I still remember when my Dad and I spoke about my eating disorder recovery together in public for the first time: 4:30 p.m. on a muggy Fort Worth, Texas, afternoon. My parents and I were piling into what used to be the family car — the comfortable, familiar scent of Mom’s perfume lingering on the leather seats.
Once we were on the road, past the neighborhood streets and jerky exits of the forever-in-construction Texas highways — I piped up.
“Oh, hey,” I said. “Dad, are you still cool to talk for, like, 15 minutes?”
His eyebrow slightly rose. “Um, me?”
“Yeah,” I said. “You remember — we talked about it.”
“You mean when you asked if I might speak two months ago and then never brought it up again?”
I snorted. “Did I do that?”
He glared through the rearview. “You’re joking, right?”
“Shit. I’m sorry.”
On this particular evening, we were on our way to my former treatment center so I could speak at their monthly alums event. The director of the treatment center had asked if my dad and I would be interested in speaking together. We had talked about it a bit — but much to both our surprise, it seems we’d never made an actual decision.
“What am I supposed to talk about, precious daughter?”
“Oh, you know,” I paused. “How great I am. How my recovery has been… good for us? I don’t know. You might want to touch on how hard it was — as a parent — to deal with a kid like me.”
He reached back with his “parent arm” as I call it.
"Love you," he said — exasperated. "But, next time — give me a heads up, OK?
He was right. It was an asshole thing to do.
We spent the next 30 minutes of the drive discussing “eating disorder parent topics” to make sure he was prepared with some material before the event.
He was nervous, I noted, which surprised me because my father has never been of anxious character.
An hour later, we sat together in a room full of people: Dad up front in a chair beside me in the Renfrew treatment center cafeteria. Parents and patients staring in our direction — all of us hoping for something — some momentary shift in reality — that would alter the pain that either their spouse or child felt.
I told my story, my dad and I knee to knee — and when the time came, I handed the mic over to him and watched as he opened up to a roomful of strangers about his child’s anorexia. And how he didn’t see it.
His eloquence off-the-cuff was something I’d never seen before.
“We didn’t know,” he said. “And if I could give any advice to any parent, it’d be to please watch your kids. Their actions. Don’t assume that you know them as well as you think you do.”
I looked at him beside me.
“There’s been a lot of guilt my wife and I have felt over Lindsey,” he admitted, which I’d never heard before either. “And I know, of course, that we’re not maybe supposed to feel — or say — that, but we’re human. And for years, she was hurting, and we didn’t see.”
He paused.
“It’s painful, really, to talk about it now to a roomful of strangers. I wonder, naturally, what you all think of us as parents. If you think we could’ve been better. If we had our heads up our butts.”
A parent in the back spoke up. “I feel the same. You’re not alone.”
Another parent raised their hand in agreement. And another. And another.
He smiled, a bit sad. A bit hopeful. “We’re up here tonight — my wife and I — to show and remind other parents that we’re all only human. And as much as we love our kids, at the end of the day, all we can do is support them when they hurt. I sit with Lindsey now, as she makes her speeches and writes her blog — I’ll support her through it all so she never has to feel like she doesn’t have us to lean on when she needs that hand.”
He knocked his knee against mine. “She drives me crazy, but I love her. Unconditionally. And the woman she is becoming and has always been.”
That night, we both sat there — forever altered. Isn’t it funny when you think you’re the one who is to do the “changing” for people? That night, I’m not sure who I helped — or if I did.
But, I did know — as my dad folded his hands into his lap — that we helped each other.
Two months later, a documentary was filmed about my eating disorder.
My parents were none too comfortable with a camera crew in their house. Private by nature, it was a tense day of filming — intruding on their lives and mine.
They still did it.
They still chose to do it.
My dad and mom with microphones on — sitting in their living room, answering questions about me. Answering how they missed it, how they caught it and how it has forever altered their lives in both positive and maybe not-so-positive fashions.
Neither of them had to help me or even support my blog. Both of them have.
My dad and I, these days, we’re a team, and we now speak together frequently. I talk to the young men and women. He speaks to the parents. If he has a friend who has a kid with a suspected eating disorder, he sends that dad to me to talk. Dad asks me questions now about anorexia. We communicate directly about the sickness instead of sidestepping.
My dad — my parents both — are in the audience for speeches as I’m standing there telling hundreds of people about the time I threw up cereal or got arrested on an empty stomach for drinking and driving.
They support. They love in the way only they know how. And on this Father’s Day, I can never thank my dad enough for his beautiful, unconditional support — as we continue to talk to others and learn what it means to be transparent and free.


• _Problem requirements_
Filter the listing and keep only the lines with the word "branch".

• _Record set_
- Opening Delimiter -
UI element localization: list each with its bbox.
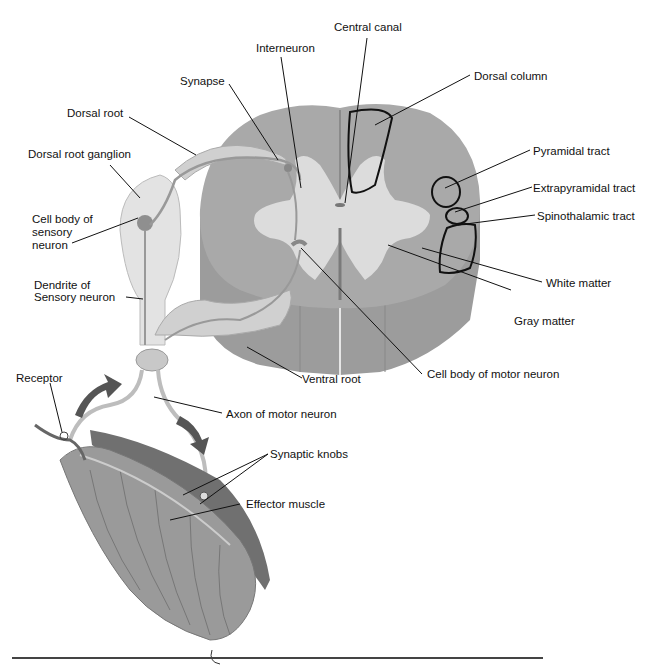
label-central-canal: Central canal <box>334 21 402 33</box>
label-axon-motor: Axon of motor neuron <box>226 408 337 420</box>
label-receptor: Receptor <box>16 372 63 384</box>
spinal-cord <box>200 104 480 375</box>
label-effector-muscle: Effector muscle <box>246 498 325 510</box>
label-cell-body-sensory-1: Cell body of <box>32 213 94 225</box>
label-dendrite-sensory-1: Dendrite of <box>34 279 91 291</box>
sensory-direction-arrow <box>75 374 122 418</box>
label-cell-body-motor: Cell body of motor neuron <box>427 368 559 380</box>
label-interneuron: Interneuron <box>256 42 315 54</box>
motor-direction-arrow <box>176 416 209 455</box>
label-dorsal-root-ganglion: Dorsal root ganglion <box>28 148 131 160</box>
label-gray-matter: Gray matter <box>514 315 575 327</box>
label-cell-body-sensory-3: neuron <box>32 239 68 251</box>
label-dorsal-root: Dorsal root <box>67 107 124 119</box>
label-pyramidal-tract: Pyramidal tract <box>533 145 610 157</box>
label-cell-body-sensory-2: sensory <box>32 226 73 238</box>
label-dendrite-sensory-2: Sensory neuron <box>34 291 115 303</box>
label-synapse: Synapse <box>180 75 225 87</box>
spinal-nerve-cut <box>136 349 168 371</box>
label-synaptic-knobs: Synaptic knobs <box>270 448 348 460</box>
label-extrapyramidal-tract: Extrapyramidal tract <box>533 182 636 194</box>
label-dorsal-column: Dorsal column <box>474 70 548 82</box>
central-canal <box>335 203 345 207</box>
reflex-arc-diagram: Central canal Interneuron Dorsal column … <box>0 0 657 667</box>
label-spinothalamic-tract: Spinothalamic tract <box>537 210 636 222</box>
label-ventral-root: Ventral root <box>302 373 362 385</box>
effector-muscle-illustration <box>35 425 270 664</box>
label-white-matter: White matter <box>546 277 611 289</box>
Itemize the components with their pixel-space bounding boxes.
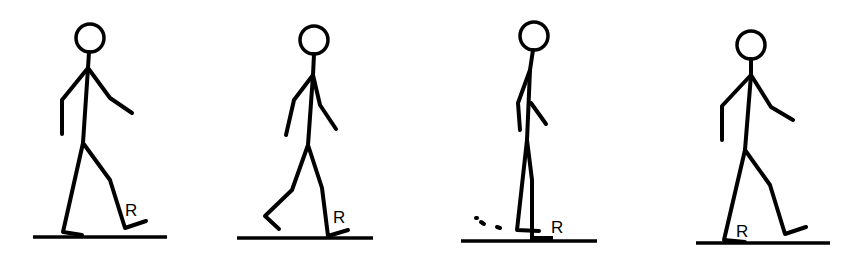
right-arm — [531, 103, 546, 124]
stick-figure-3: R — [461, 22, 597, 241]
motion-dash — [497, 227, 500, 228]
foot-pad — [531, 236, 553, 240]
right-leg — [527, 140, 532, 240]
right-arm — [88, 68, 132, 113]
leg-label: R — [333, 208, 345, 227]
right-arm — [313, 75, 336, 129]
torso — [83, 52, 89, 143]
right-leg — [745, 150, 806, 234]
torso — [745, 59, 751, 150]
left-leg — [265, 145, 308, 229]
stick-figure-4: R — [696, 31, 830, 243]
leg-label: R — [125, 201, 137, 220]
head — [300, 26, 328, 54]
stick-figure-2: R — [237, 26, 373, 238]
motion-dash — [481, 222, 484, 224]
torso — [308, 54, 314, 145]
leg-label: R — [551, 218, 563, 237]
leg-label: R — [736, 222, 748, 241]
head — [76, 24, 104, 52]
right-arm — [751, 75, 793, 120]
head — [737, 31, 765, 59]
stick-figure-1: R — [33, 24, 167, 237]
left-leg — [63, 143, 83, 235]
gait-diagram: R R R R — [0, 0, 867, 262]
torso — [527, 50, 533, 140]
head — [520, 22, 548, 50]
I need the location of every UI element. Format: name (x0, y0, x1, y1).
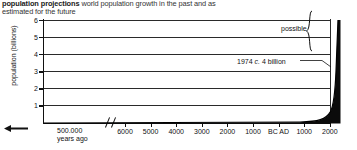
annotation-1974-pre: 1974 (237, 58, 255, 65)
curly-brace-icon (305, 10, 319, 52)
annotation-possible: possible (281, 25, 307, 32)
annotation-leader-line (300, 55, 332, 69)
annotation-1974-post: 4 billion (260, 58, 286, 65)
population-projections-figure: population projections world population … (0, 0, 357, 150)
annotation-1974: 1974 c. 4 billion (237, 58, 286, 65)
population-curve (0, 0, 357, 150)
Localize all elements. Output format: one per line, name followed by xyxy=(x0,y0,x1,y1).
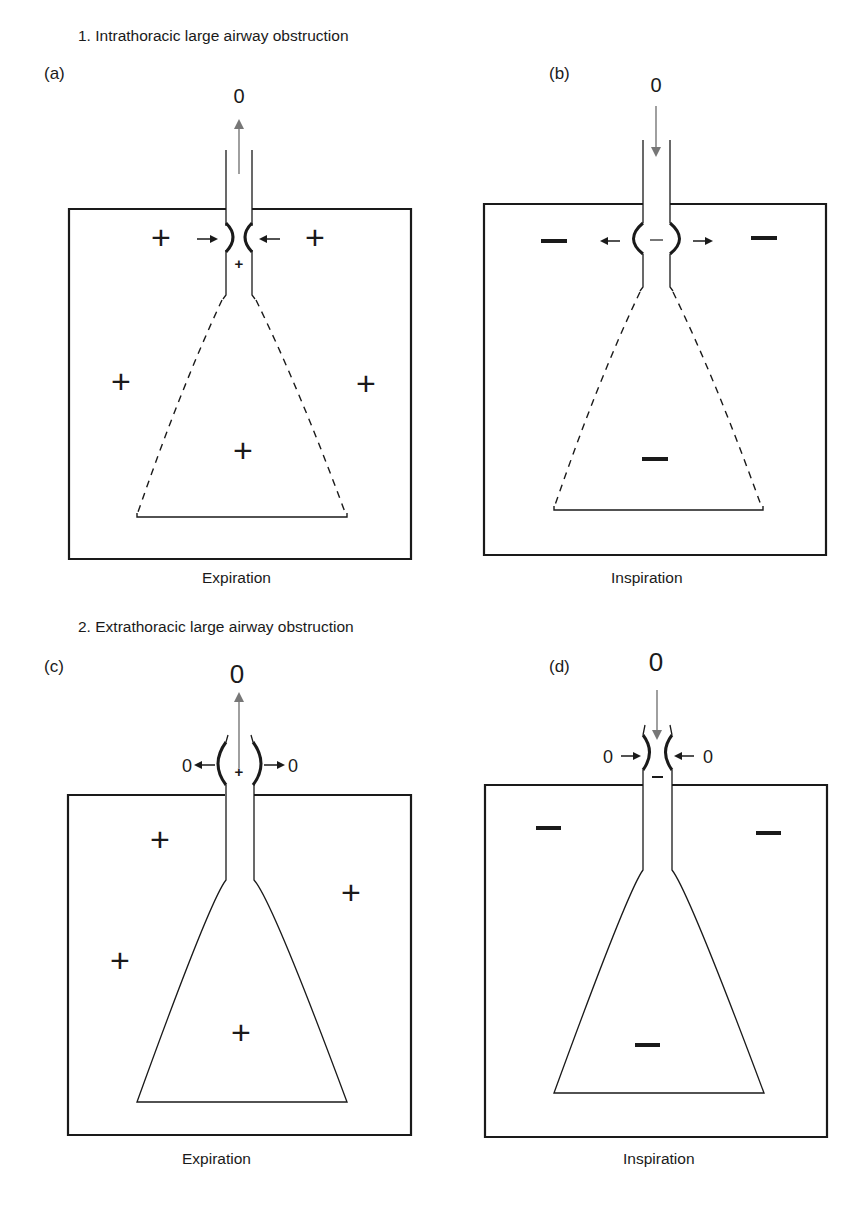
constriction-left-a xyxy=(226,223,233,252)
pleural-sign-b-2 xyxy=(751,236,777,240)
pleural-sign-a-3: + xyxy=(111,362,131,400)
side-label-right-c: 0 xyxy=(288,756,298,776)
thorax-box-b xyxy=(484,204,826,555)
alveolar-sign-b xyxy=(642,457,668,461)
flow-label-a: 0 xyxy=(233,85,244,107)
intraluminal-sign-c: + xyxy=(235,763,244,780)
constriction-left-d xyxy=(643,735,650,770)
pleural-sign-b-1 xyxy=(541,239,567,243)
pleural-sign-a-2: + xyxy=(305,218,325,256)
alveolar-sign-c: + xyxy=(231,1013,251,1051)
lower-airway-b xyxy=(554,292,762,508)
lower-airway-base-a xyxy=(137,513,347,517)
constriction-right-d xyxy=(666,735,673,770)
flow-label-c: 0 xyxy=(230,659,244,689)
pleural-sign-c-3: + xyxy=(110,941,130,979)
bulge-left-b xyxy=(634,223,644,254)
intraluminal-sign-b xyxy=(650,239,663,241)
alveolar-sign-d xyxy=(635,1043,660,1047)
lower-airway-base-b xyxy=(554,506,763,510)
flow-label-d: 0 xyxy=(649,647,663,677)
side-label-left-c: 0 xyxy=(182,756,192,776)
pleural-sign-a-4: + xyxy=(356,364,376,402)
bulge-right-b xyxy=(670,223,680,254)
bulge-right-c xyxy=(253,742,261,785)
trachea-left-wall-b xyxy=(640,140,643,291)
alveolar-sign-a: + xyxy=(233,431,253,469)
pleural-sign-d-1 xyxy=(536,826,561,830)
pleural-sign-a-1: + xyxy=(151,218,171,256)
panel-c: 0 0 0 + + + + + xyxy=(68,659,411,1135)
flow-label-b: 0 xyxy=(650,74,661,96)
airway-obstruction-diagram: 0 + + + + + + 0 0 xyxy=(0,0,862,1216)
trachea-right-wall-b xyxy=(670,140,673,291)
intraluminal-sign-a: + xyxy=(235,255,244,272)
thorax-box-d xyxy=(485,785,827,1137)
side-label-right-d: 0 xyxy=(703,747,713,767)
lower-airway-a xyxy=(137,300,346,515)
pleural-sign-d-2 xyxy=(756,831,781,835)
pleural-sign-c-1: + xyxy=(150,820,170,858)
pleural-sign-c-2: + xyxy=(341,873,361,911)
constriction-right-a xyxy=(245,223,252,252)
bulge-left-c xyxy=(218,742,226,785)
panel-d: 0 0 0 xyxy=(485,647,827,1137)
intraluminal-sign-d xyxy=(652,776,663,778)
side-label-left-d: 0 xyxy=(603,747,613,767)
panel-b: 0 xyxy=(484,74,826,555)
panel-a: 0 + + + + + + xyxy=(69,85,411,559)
- Closing Delimiter -
- Opening Delimiter -
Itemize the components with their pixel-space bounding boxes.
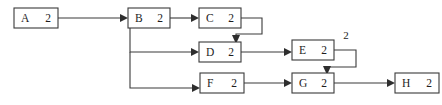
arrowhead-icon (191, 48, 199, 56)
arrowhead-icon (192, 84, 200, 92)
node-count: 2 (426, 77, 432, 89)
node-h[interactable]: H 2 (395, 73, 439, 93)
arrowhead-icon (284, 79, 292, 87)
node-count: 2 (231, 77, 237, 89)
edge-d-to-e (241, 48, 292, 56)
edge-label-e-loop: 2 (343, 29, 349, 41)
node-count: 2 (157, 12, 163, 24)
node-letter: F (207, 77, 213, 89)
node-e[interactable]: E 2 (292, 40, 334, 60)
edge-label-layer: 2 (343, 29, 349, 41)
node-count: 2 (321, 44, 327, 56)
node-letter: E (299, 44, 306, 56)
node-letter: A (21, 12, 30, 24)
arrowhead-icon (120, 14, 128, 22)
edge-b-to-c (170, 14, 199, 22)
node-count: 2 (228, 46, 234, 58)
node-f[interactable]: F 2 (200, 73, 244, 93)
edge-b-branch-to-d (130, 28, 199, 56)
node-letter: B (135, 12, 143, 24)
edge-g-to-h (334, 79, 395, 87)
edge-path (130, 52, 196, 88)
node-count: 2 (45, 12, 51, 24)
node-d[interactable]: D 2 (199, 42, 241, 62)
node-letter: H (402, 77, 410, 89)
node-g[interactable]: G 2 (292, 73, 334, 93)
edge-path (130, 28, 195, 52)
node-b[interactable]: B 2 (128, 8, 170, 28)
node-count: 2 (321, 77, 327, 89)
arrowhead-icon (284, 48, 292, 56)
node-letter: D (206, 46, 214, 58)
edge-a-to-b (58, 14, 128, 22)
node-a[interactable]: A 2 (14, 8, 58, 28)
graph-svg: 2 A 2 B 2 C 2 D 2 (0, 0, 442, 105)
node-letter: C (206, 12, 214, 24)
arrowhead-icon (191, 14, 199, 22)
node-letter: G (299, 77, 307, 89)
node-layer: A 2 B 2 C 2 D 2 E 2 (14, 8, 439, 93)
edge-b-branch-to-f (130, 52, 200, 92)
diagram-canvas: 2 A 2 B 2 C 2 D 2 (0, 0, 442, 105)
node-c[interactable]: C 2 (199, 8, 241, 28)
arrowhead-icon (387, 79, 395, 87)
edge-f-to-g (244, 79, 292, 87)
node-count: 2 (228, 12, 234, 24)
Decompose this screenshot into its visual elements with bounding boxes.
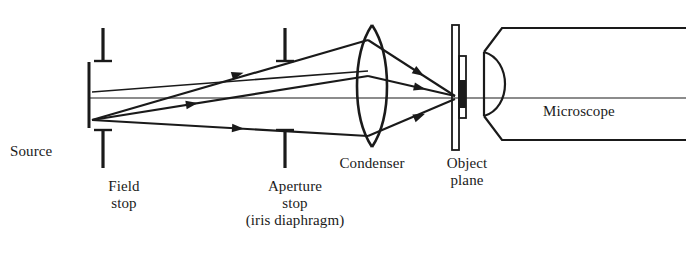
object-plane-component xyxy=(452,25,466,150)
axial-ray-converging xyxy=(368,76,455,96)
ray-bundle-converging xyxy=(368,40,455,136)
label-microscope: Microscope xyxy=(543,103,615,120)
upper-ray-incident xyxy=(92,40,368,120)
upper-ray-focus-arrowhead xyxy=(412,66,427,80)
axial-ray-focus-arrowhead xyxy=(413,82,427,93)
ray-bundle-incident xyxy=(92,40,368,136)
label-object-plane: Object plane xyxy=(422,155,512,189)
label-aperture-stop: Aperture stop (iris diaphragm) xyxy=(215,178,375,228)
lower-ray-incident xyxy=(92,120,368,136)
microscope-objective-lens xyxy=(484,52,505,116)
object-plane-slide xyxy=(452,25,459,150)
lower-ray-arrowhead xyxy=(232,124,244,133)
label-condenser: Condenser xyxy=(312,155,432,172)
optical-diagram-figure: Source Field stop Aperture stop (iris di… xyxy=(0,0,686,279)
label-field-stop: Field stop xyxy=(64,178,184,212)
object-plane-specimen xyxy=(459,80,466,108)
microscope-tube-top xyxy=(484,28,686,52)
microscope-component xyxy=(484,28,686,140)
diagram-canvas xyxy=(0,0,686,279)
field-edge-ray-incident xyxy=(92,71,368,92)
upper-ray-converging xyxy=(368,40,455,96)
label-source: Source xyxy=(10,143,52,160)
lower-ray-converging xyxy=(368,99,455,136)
- Closing Delimiter -
- Opening Delimiter -
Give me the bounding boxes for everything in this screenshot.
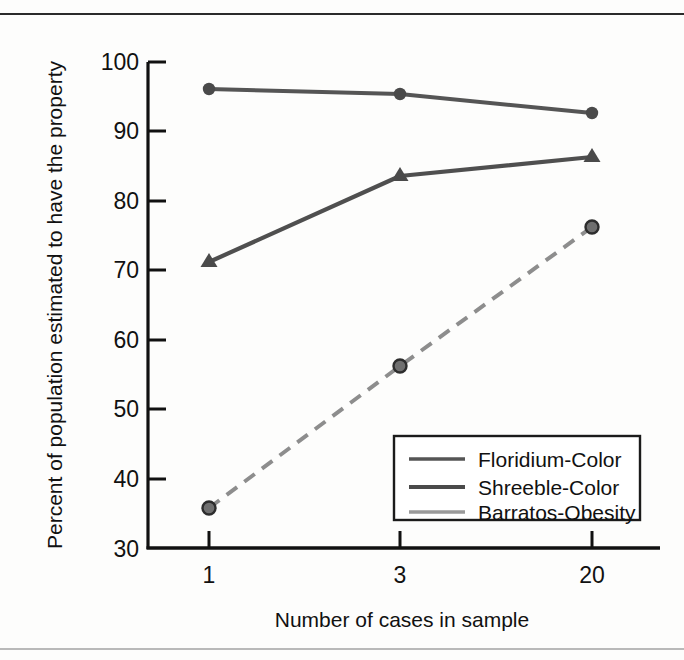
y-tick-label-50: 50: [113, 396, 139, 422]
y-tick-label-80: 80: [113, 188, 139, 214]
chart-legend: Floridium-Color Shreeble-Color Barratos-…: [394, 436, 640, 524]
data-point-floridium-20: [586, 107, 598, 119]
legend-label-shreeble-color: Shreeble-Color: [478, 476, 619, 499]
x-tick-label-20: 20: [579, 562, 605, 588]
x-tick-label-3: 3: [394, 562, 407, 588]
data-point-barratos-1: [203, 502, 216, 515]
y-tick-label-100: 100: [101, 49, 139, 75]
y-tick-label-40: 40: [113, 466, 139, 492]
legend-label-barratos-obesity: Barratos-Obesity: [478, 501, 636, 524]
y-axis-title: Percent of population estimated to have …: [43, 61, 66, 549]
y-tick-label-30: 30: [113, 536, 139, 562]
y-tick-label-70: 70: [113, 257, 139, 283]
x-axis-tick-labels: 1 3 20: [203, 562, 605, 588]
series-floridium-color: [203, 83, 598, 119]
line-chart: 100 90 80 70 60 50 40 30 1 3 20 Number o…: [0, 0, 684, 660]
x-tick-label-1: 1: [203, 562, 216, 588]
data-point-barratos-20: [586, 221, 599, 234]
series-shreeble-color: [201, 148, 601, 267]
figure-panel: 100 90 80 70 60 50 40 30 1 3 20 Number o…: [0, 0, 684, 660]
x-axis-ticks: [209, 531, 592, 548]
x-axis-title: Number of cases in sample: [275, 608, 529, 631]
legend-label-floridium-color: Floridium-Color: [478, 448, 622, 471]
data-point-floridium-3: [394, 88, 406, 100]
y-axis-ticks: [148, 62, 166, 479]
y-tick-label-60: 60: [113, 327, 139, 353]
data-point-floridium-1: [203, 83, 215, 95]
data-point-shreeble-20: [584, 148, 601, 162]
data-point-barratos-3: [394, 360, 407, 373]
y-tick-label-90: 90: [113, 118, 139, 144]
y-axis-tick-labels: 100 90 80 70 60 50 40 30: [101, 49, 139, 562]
- Closing Delimiter -
• _Problem solution_
edge-b-branch-to-d (130, 28, 199, 56)
edge-b-branch-to-f (130, 52, 200, 92)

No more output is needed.